Lord Willingdon, the then Viceroy of India, at the inauguration of Tata Power, February 11, 1915

 

“He never cared for his own personal advantage. He never sought any quid pro quo for whatever enterprise he had in hand and for whatever grant he made for some practical object. He did not wish even, as I have been assured on the best information, to have that Research Institute (which became the Indian Institute of Science), of which we hear so much, connected with his name… It was his express wish that it should not bear his name, and it is, I think, a most striking illustration of the desire of the man ‘to do good by stealth’.”
Lord Lamington, the then Governor of Bombay, at the JN Tata Memorial Meeting, March 28, 1905

 

“Now the mere tale of his accomplishments is an imposing record of a full life, but it reflects only the lesser side of that life. To understand him, and his work for India, it is imperatively necessary to realise not only what he did, but why he did it. His was a life devoted to the service of India. … He surveyed the economic field as a whole and determined that so far as power was given to him it should be used to raise India to one of the great industrial countries in the world, and that her industries should be based on the application of science to production. He was a business patriot in the full sense of the term.

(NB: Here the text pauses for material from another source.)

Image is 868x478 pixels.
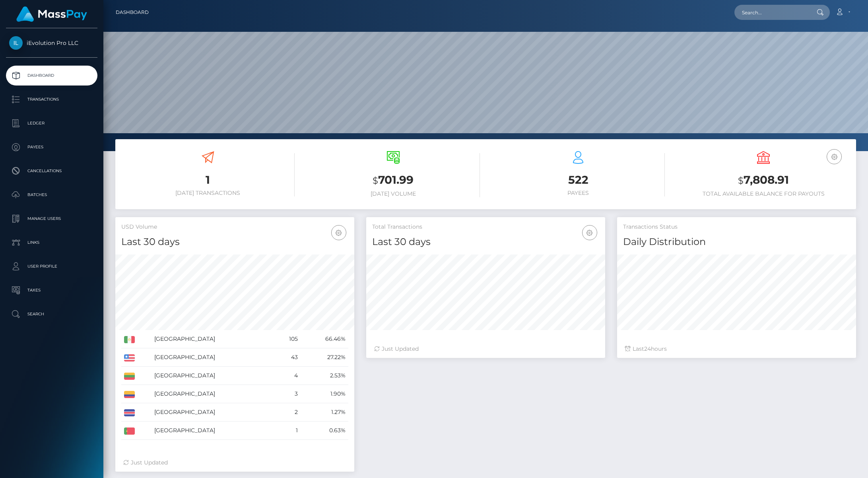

These are the qualities which give him an assured place amongst the makers of modern India.”

Sir Stanley Reed, author and editor, in the foreword to Jamsetji Nusserwanji Tata — A Chronicle of His Life (First Edition), 1925

 

Let me say it is not to honour him that we are raising this statue, but we are putting up a beacon light to successful generations of people coming afterwards to exhort and tell them — go thou and do likewise.”

Sir Pherozeshah Mehta in an invitation to unveil a statue of Jamsetji Tata, 1912

 

Compiled by Rajendra Prasad Narla, an archivist with the Tata Central Archives.